Dwelling
The house itself. This is usually based on estimated replacement cost, not the purchase price or what the land is worth.
Home insurance is not just a premium. In Minnesota, roof age, hail exposure, deductible structure, claim history, and carrier appetite can change the answer fast. The goal is to compare price after the coverage tradeoffs are clear.
A homeowners policy is easier to compare when the basic buckets are separated first. The quote may show one premium, but the policy is really a stack of different promises.
The house itself. This is usually based on estimated replacement cost, not the purchase price or what the land is worth.
Detached structures such as a garage, shed, fence, or other building on the property can have their own limit and underwriting questions.
Furniture, clothing, electronics, tools, and other belongings. The review checks valuation terms, sublimits, and whether valuables need separate scheduling.
Also called additional living expense. This is the part that can help with temporary housing or extra living costs after a covered loss makes the home unlivable.
Personal liability can respond when a household member is accused of injuring someone or damaging someone else's property.
A smaller no-fault-style bucket for guest injuries. It is separate from the bigger liability conversation and still deserves a limit check.
Actual cash value and replacement cost can produce very different claim checks. The lower premium may be real, but so can the cash gap after a storm.
One carrier may be tired of a roof profile, ZIP code, or claim pattern while another carrier is still willing to compete for it.
A deductible is not just a number on the declarations page. It is the first money you agree to bring to a claim.
Basement water losses often depend on an endorsement, a sublimit, and the exact way the water got there. That is not something you want to learn from a claim denial.
The pipe, wire, or line between the house and the street can be expensive enough to deserve its own conversation.
Dwelling limit, contents valuation, and roof settlement language all shape whether replacement cost means what people assume it means.
I look at the declarations page, roof age and settlement terms, wind and hail deductible, water backup, service line, replacement cost assumptions, liability limits, claim history, bundle fit, and whether the carrier still seems interested in the risk.
If you are buying a house, we also pay attention to the closing timeline. The fastest quote is not much help if it creates a coverage problem that shows up after you own the place.
This is the intake valve for Minnesota home-insurance questions. If you are buying a house, approaching renewal, seeing a roof-related increase, or wondering whether a cheaper quote quietly changed the claim math, start here.
We can turn it into a quote conversation when that is the right move. If you are not ready for that, a policy review gives us a lower-friction way to look at the current coverage first.
When a bundle makes sense, we look at it. When bundling hides a bad home fit, we say that too. The independent part matters because the answer can change by carrier, roof profile, ZIP code, claim history, and renewal cycle.
ACV settles at depreciated value; RCV pays replacement cost after repair, which changes premium.
ACV lowers premium by shifting depreciation risk to you, which can be rational with reserves.
Lower deductibles reduce shock costs, while RCV shifts settlement risk; the premium tradeoff differs.
Longer RCV periods keep more roofs eligible for replacement cost, which raises expected loss.
Roof loss frequency forces repricing cycles that raise premiums even when your personal history improves.
ACV and RCV are not just acronyms. They change the math of a claim check and the timing of what you get paid.
Roof-driven repricing years are not random. They follow loss patterns, settlement rules, and market behavior that stack up over time.
Start with dwelling limit, roof settlement terms, wind and hail deductible, water backup, service line, loss-of-use, liability limits, and whether the carrier still wants the risk at renewal.
Not until the coverage is matched. A cheaper quote can be useful, but it can also hide a higher deductible, weaker roof settlement, lower sublimits, or endorsements that disappeared during the comparison.
Send the declarations page, renewal offer, roof age if known, recent claim history, lender or closing deadline if there is one, and the specific concern: price, roof terms, water, liability, or carrier fit.
The dwelling limit is usually based on estimated replacement cost for the house, including construction costs and debris removal. The purchase price also reflects land value, market demand, location, and negotiation, which the homeowners policy does not insure the same way.
An HO-3 is commonly used for a single-family home where the policy needs to insure the dwelling structure. An HO-6 is commonly used for a condo or townhome unit where the owner usually insures the interior, personal property, liability, and gaps left by the association master policy.
When the property is rented to someone else, it usually needs to be reviewed as a landlord or dwelling policy instead of a standard owner-occupied homeowners policy. The review should check rental-use eligibility, loss-of-rent coverage, liability, tenant occupancy, and umbrella fit.
Last reviewed by Brian Berge, independent insurance agent.
Send me your questions, renewal concerns, or the coverage details and we'll get started.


WHAT TO DO: Show all lines of the entries in which the word "permutation" is found.

Items from a dataset
◇ ◇ ◇ ◇

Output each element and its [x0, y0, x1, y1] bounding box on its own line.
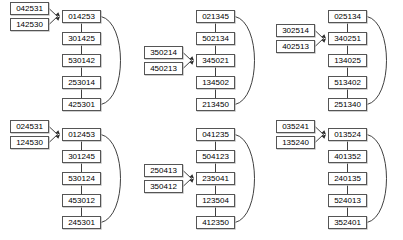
input-edge	[183, 53, 194, 61]
input-node: 302514	[276, 24, 315, 37]
chain-node: 513402	[328, 76, 367, 89]
input-edge	[315, 135, 326, 143]
input-node: 250413	[144, 164, 183, 177]
chain-node: 134502	[196, 76, 235, 89]
back-edge	[101, 135, 121, 223]
back-edge	[101, 17, 121, 105]
chain-node: 425301	[62, 98, 101, 111]
chain-node: 012453	[62, 128, 101, 141]
chain-node: 453012	[62, 194, 101, 207]
permutation-group: 0425311425300142533014255301422530144253…	[0, 0, 134, 120]
input-edge	[315, 127, 326, 135]
input-node: 142530	[10, 18, 49, 31]
chain-node: 401352	[328, 150, 367, 163]
chain-node: 412350	[196, 216, 235, 229]
chain-node: 352401	[328, 216, 367, 229]
chain-node: 021345	[196, 10, 235, 23]
chain-node: 301245	[62, 150, 101, 163]
chain-node: 134025	[328, 54, 367, 67]
input-edge	[49, 135, 60, 143]
input-node: 035241	[276, 120, 315, 133]
input-edge	[183, 179, 194, 187]
chain-node: 240135	[328, 172, 367, 185]
chain-node: 502134	[196, 32, 235, 45]
diagram-canvas: 0425311425300142533014255301422530144253…	[0, 0, 403, 240]
chain-node: 301425	[62, 32, 101, 45]
chain-node: 235041	[196, 172, 235, 185]
input-node: 024531	[10, 120, 49, 133]
input-node: 350412	[144, 180, 183, 193]
permutation-group: 0352411352400135244013522401355240133524…	[266, 118, 400, 238]
chain-node: 253014	[62, 76, 101, 89]
chain-node: 345021	[196, 54, 235, 67]
input-node: 135240	[276, 136, 315, 149]
back-edge	[235, 135, 255, 223]
back-edge	[367, 135, 387, 223]
chain-node: 213450	[196, 98, 235, 111]
input-edge	[183, 171, 194, 179]
chain-node: 340251	[328, 32, 367, 45]
back-edge	[235, 17, 255, 105]
input-edge	[49, 17, 60, 25]
input-node: 042531	[10, 2, 49, 15]
chain-node: 530142	[62, 54, 101, 67]
chain-node: 123504	[196, 194, 235, 207]
chain-node: 013524	[328, 128, 367, 141]
chain-node: 245301	[62, 216, 101, 229]
input-edge	[49, 127, 60, 135]
permutation-group: 3502144502130213455021343450211345022134…	[134, 0, 268, 120]
input-edge	[315, 31, 326, 39]
chain-node: 025134	[328, 10, 367, 23]
input-node: 402513	[276, 40, 315, 53]
input-edge	[49, 9, 60, 17]
back-edge	[367, 17, 387, 105]
input-node: 350214	[144, 46, 183, 59]
chain-node: 014253	[62, 10, 101, 23]
permutation-group: 3025144025130251343402511340255134022513…	[266, 0, 400, 120]
input-node: 450213	[144, 62, 183, 75]
input-node: 124530	[10, 136, 49, 149]
chain-node: 530124	[62, 172, 101, 185]
chain-node: 504123	[196, 150, 235, 163]
input-edge	[183, 61, 194, 69]
chain-node: 041235	[196, 128, 235, 141]
input-edge	[315, 39, 326, 47]
chain-node: 251340	[328, 98, 367, 111]
permutation-group: 2504133504120412355041232350411235044123…	[134, 118, 268, 238]
permutation-group: 0245311245300124533012455301244530122453…	[0, 118, 134, 238]
chain-node: 524013	[328, 194, 367, 207]
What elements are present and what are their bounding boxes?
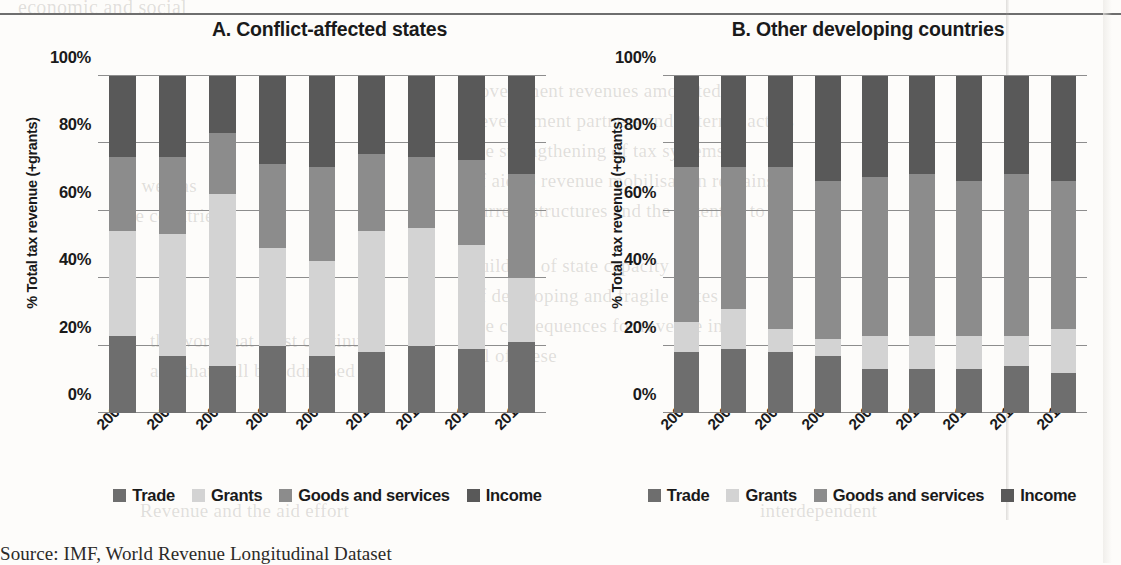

◇ ◇ ◇ ◇

THE COMPLETED TASK:
permutation-group: 0425311425300142533014255301422530144253…	[0, 0, 134, 120]
permutation-group: 0352411352400135244013522401355240133524…	[266, 118, 400, 238]
permutation-group: 3502144502130213455021343450211345022134…	[134, 0, 268, 120]
permutation-group: 3025144025130251343402511340255134022513…	[266, 0, 400, 120]
permutation-group: 2504133504120412355041232350411235044123…	[134, 118, 268, 238]
permutation-group: 0245311245300124533012455301244530122453…	[0, 118, 134, 238]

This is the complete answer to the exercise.